Tim Jenison will be the featured speaker at Startup Grind San Antonio at noon on March 25th at Geekdom in downtown San Antonio.
Jenison is the founder of NewTek, a video graphics software and hardware company. He is an inventor, entrepreneur and now artist and filmmaker, in San Antonio.
Jenison is the star of the documentary, Tim’s Vermeer, produced by his friends Penn Jillette and Teller. It documents his nearly six-year long obsession to prove a link between technology and art.
Jenison developed a theory in 2008 that the 17th century Dutch painter Johannes Vermeer, who was known for his use of light and realistic paintings with photographic qualities, had used a camera obscura and a comparator mirror to create his paintings. He later revised his theory to involve a concave mirror and comparator mirror. In the hour and twenty-minute documentary, Jenison re-creates Vermeer’s painting The Music Lesson using those tools.
Jenison, who didn’t consider himself an artist, travelled the world to do research on Vermeer. And he eventually recreated a room from Vermeer’s house in a warehouse on the outskirts of San Antonio. He spent a year there recreating the room, its furnishings, textiles and more and then to paint The Music Lesson. He also had to find materials to create the paints that Vermeer used.
At one point in the documentary, Jenison admits he would quit if the cameras weren’t rolling and holding him accountable.
In the end, he paints the Music Lesson and he’s 95 percent sure that Vermeer used similar tools in his paintings.
The documentary is currently playing in Austin and San Antonio. It is well worth seeing.
And if you’re able to attend Startup Grind San Antonio Tuesday at Geekdom, you can meet Jenison in person and ask him questions about NewTek or Tim’s Vermeer. You can get your ticket, which includes lunch, here.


◆ **Exercise aim**
Your copy should match the records exactly, except that it contains no pictures.

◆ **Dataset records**
╔══

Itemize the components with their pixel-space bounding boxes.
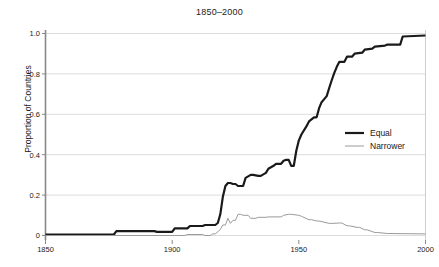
- x-tick-label: 1850: [37, 245, 54, 254]
- y-tick-labels: 00.20.40.60.81.0: [30, 29, 40, 240]
- y-tick-label: 0.8: [30, 70, 40, 79]
- series-line-narrower: [46, 214, 426, 235]
- x-tick-label: 1950: [290, 245, 307, 254]
- x-tick-labels: 1850190019502000: [37, 245, 434, 254]
- chart-page: 1850–2000 Proportion of Countries 00.20.…: [0, 0, 439, 267]
- legend-label-equal: Equal: [370, 128, 392, 138]
- chart-plot: 00.20.40.60.81.0 1850190019502000 EqualN…: [0, 0, 439, 267]
- x-tick-marks: [46, 240, 426, 244]
- y-tick-label: 1.0: [30, 29, 40, 38]
- series-line-equal: [46, 36, 426, 235]
- gridlines: [46, 34, 426, 236]
- x-tick-label: 2000: [417, 245, 434, 254]
- x-tick-label: 1900: [164, 245, 181, 254]
- y-tick-label: 0.2: [30, 191, 40, 200]
- legend-label-narrower: Narrower: [370, 141, 405, 151]
- series-lines: [46, 36, 426, 236]
- y-tick-label: 0.4: [30, 151, 40, 160]
- y-tick-label: 0.6: [30, 110, 40, 119]
- chart-legend: EqualNarrower: [345, 128, 405, 151]
- y-tick-label: 0: [36, 231, 40, 240]
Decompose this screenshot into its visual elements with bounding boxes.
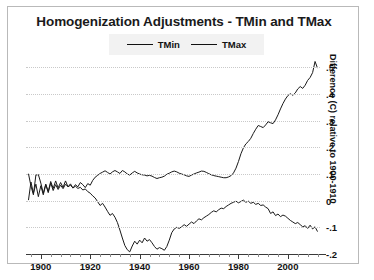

╚══

◆ **Response to this task**
Itemize the components with their pixel-space bounding boxes.
- x-tick-label: 1850: [37, 245, 54, 254]
- y-tick-labels: 00.20.40.60.81.0: [30, 29, 40, 240]
- y-tick-label: 0.8: [30, 70, 40, 79]
- series-line-narrower: [46, 214, 426, 235]
- x-tick-label: 1950: [290, 245, 307, 254]
- x-tick-labels: 1850190019502000: [37, 245, 434, 254]
- chart-page: 1850–2000 Proportion of Countries 00.20.…: [0, 0, 439, 267]
- legend-label-equal: Equal: [370, 128, 392, 138]
- chart-plot: 00.20.40.60.81.0 1850190019502000 EqualN…: [0, 0, 439, 267]
- x-tick-marks: [46, 240, 426, 244]
- y-tick-label: 1.0: [30, 29, 40, 38]
- series-line-equal: [46, 36, 426, 235]
- gridlines: [46, 34, 426, 236]
- x-tick-label: 2000: [417, 245, 434, 254]
- x-tick-label: 1900: [164, 245, 181, 254]
- y-tick-label: 0.2: [30, 191, 40, 200]
- legend-label-narrower: Narrower: [370, 141, 405, 151]
- series-lines: [46, 36, 426, 236]
- y-tick-label: 0.4: [30, 151, 40, 160]
- y-tick-label: 0.6: [30, 110, 40, 119]
- chart-legend: EqualNarrower: [345, 128, 405, 151]
- y-tick-label: 0: [36, 231, 40, 240]
Decompose this screenshot into its visual elements with bounding boxes.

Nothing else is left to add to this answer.